Five Quick SEO Tips To Jumpstart Your WordPress Site
1. Permalink Structure
While not an inherent part of Yoast SEO, it’s important to be thoughtful about the URL structure you’re using for your blog’s permalinks. By default, WordPress does not use a nested URL structure. This means that if I have a blog titled “About Us” the URL structure looks like this:
www.mydomain.com/about-us
With just one small tweak, I can alter the permalink structure and improve the aesthetics and user-understanding of URLs when a user sees them. Since this is a blog post, it would make sense that it would be preceded by “/blog/” like this:
www.mydomain.com/blog/about-us
Think about how this URL shift changes your expectations on what kind of page you expect to see based on the URL structure. When I see a slug that immediately follows the domain name, I expect a primary website page. However, when I see it nested under “blog”, I expect a less formal or secondary page, in this case: a blog post. By creating hierarchy in your URLS, you will help users AND search engines understand the type of page they are reading.
If you’re experienced with WordPress custom post type development, this is also a great rule of thumb to follow for your rewrite structure to accommodate a descriptive slug, making sure to assign ‘with_front’ to false to specify that the rewrite rule shouldn’t be prepended with the existing URL structure:
'rewrite' => array('slug' => 'slug-name','with_front' => false)
2. Bulk Editor
The bulk editor is perhaps my favorite part of Yoast SEO. Whenever we are doing an SEO overhaul, I save a ton of time by editing titles and descriptions in the bulk editor. Instead of having to go to each individual page and blog, I can edit them all in one place!
You can find the bulk editor in the WordPress sidebar under SEO > Tools > Bulk Editor.
3. Search Appearance – Media & Attachment URLs
One setting that I always like to double-check is the Media Attachment URL settings. You can find this in the WordPress sidebar under SEO > Search Appearance > Media. Check this setting to make sure that the Redirect attachment URLs to the attachment itself? toggle is set to “yes”.
Even though this is the default setting for Yoast SEO, every so often I stumble across a WordPress site that has this feature turned off. For most sites, you want image attachment URLs to redirect to the actual media file as opposed to an attachment page that features the image. When Google crawls attachment URLs, we’re providing a lot of pages that don’t have much context or contribute to the site’s overall footprint in a valuable way.
4. Search Appearance – Taxonomies and Archives
In the same section of Yoast, you’ll see that you have the ability to apply a norobots meta to category pages, tag pages, and author pages. These can be helpful settings to toggle based on how robust your WordPress blog categorization system and author base is. If you’re not consistently adding categories or you only have one author on your blog, applying a norobots meta tag may make sense for your website.

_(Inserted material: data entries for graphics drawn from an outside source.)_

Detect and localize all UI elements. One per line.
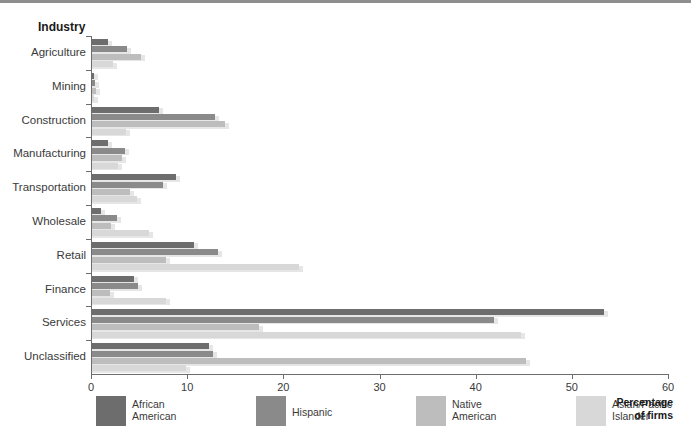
bar-retail-african-american [92,242,194,248]
y-tick-3 [86,137,91,138]
x-tick-label-0: 0 [88,381,94,393]
bar-construction-native-american [92,121,225,127]
x-tick-40 [476,374,477,379]
category-label-manufacturing: Manufacturing [0,147,86,159]
bar-wholesale-native-american [92,223,111,229]
x-tick-label-20: 20 [277,381,289,393]
bar-manufacturing-asian-pacific-islander [92,163,118,169]
category-label-construction: Construction [0,114,86,126]
bar-wholesale-asian-pacific-islander [92,230,149,236]
legend-hispanic-label: Hispanic [292,396,332,418]
category-label-mining: Mining [0,80,86,92]
x-tick-label-40: 40 [470,381,482,393]
bar-mining-african-american [92,73,94,79]
bar-manufacturing-african-american [92,140,108,146]
bar-finance-african-american [92,276,134,282]
bar-unclassified-african-american [92,343,209,349]
category-label-unclassified: Unclassified [0,350,86,362]
legend-hispanic[interactable]: Hispanic [256,396,332,426]
bar-finance-asian-pacific-islander [92,298,166,304]
bar-transportation-hispanic [92,182,163,188]
bar-transportation-african-american [92,174,176,180]
bar-retail-asian-pacific-islander [92,264,299,270]
bar-agriculture-hispanic [92,46,127,52]
x-tick-0 [91,374,92,379]
bar-unclassified-asian-pacific-islander [92,365,186,371]
bar-wholesale-african-american [92,208,101,214]
chart-legend: African AmericanHispanicNative AmericanA… [96,396,576,436]
bar-construction-hispanic [92,114,215,120]
legend-african-american-label: African American [132,396,176,422]
x-tick-label-50: 50 [566,381,578,393]
bar-finance-native-american [92,290,110,296]
legend-native-american-swatch [416,396,446,426]
legend-native-american[interactable]: Native American [416,396,496,426]
y-tick-2 [86,104,91,105]
legend-native-american-label: Native American [452,396,496,422]
page-title: Industry [38,20,85,34]
x-tick-50 [572,374,573,379]
bar-agriculture-native-american [92,54,141,60]
x-tick-60 [668,374,669,379]
legend-african-american-swatch [96,396,126,426]
bar-services-hispanic [92,317,494,323]
category-label-agriculture: Agriculture [0,46,86,58]
y-tick-9 [86,340,91,341]
y-tick-6 [86,239,91,240]
bar-services-asian-pacific-islander [92,332,521,338]
legend-asian-pacific-islander-swatch [576,396,606,426]
bar-retail-hispanic [92,249,218,255]
bar-wholesale-hispanic [92,215,117,221]
y-tick-0 [86,36,91,37]
category-label-retail: Retail [0,249,86,261]
bar-mining-asian-pacific-islander [92,95,94,101]
bar-construction-asian-pacific-islander [92,129,126,135]
x-tick-10 [187,374,188,379]
category-label-services: Services [0,316,86,328]
bar-agriculture-asian-pacific-islander [92,61,113,67]
x-tick-label-10: 10 [181,381,193,393]
bar-manufacturing-hispanic [92,148,125,154]
bar-construction-african-american [92,107,159,113]
x-axis-title: Percentage of firms [616,396,673,422]
bar-unclassified-hispanic [92,351,213,357]
y-tick-8 [86,306,91,307]
y-tick-1 [86,70,91,71]
x-tick-label-60: 60 [662,381,674,393]
x-tick-20 [283,374,284,379]
legend-african-american[interactable]: African American [96,396,176,426]
bar-services-native-american [92,324,259,330]
bar-agriculture-african-american [92,39,108,45]
bar-finance-hispanic [92,283,138,289]
bar-services-african-american [92,309,604,315]
y-tick-7 [86,273,91,274]
bar-transportation-asian-pacific-islander [92,196,137,202]
bar-manufacturing-native-american [92,155,122,161]
bar-mining-native-american [92,88,96,94]
y-tick-4 [86,171,91,172]
bar-mining-hispanic [92,80,95,86]
top-divider-rule [0,0,691,3]
industry-percentage-bar-chart: Industry 0102030405060 AgricultureMining… [0,0,691,446]
bar-transportation-native-american [92,189,130,195]
category-label-finance: Finance [0,283,86,295]
x-tick-30 [380,374,381,379]
legend-hispanic-swatch [256,396,286,426]
x-tick-label-30: 30 [373,381,385,393]
category-label-wholesale: Wholesale [0,215,86,227]
bar-retail-native-american [92,257,166,263]
bar-unclassified-native-american [92,358,526,364]
y-tick-5 [86,205,91,206]
category-label-transportation: Transportation [0,181,86,193]
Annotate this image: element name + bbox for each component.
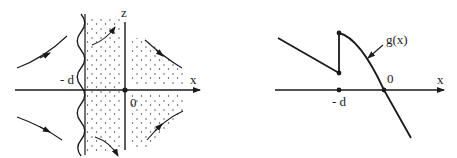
dotted-region — [86, 18, 183, 152]
flow-arrow-lower-left-head — [40, 127, 50, 132]
right-panel: g(x) x - d 0 — [275, 31, 444, 138]
flow-arrow-upper-left — [17, 36, 67, 68]
neg-d-dot — [337, 88, 342, 93]
origin-label: 0 — [130, 95, 137, 110]
figure: z x - d 0 g(x) x - d 0 — [0, 0, 457, 158]
origin-dot — [122, 87, 127, 92]
flow-arrow-lower-left — [17, 117, 62, 140]
g-of-x-label: g(x) — [386, 32, 408, 47]
jump-top-dot — [337, 31, 342, 36]
x-axis-label: x — [190, 72, 197, 87]
g-of-x-pointer — [368, 45, 383, 58]
x-axis-label: x — [437, 72, 444, 87]
wavy-boundary — [77, 14, 85, 156]
jump-bottom-dot — [337, 71, 342, 76]
origin-label: 0 — [387, 71, 394, 86]
left-panel: z x - d 0 — [15, 5, 200, 156]
z-axis-label: z — [121, 5, 127, 20]
neg-d-label: - d — [60, 72, 75, 87]
neg-d-label: - d — [332, 94, 347, 109]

Bonus Tip: If you’re looking for where to customize your meta titles for your site’s 404 or search pages, you’ll find those fields here!
5. Redirects
If you decide to sign up for the paid version of Yoast SEO (Yoast Premium). You will find a whole new set of tools at your disposal, one of which is a redirection manager. One of my favorite features of the Yoast SEO redirection feature is that you can set it up to “listen” for URL changes when users are creating/editing pages. If a URL changes, Yoast will open an alert box asking if you’d like to set up a 301 redirect for that just-changed paged. It’s a great way to stay on top of your redirects and avoid the ever-dreaded 404 error.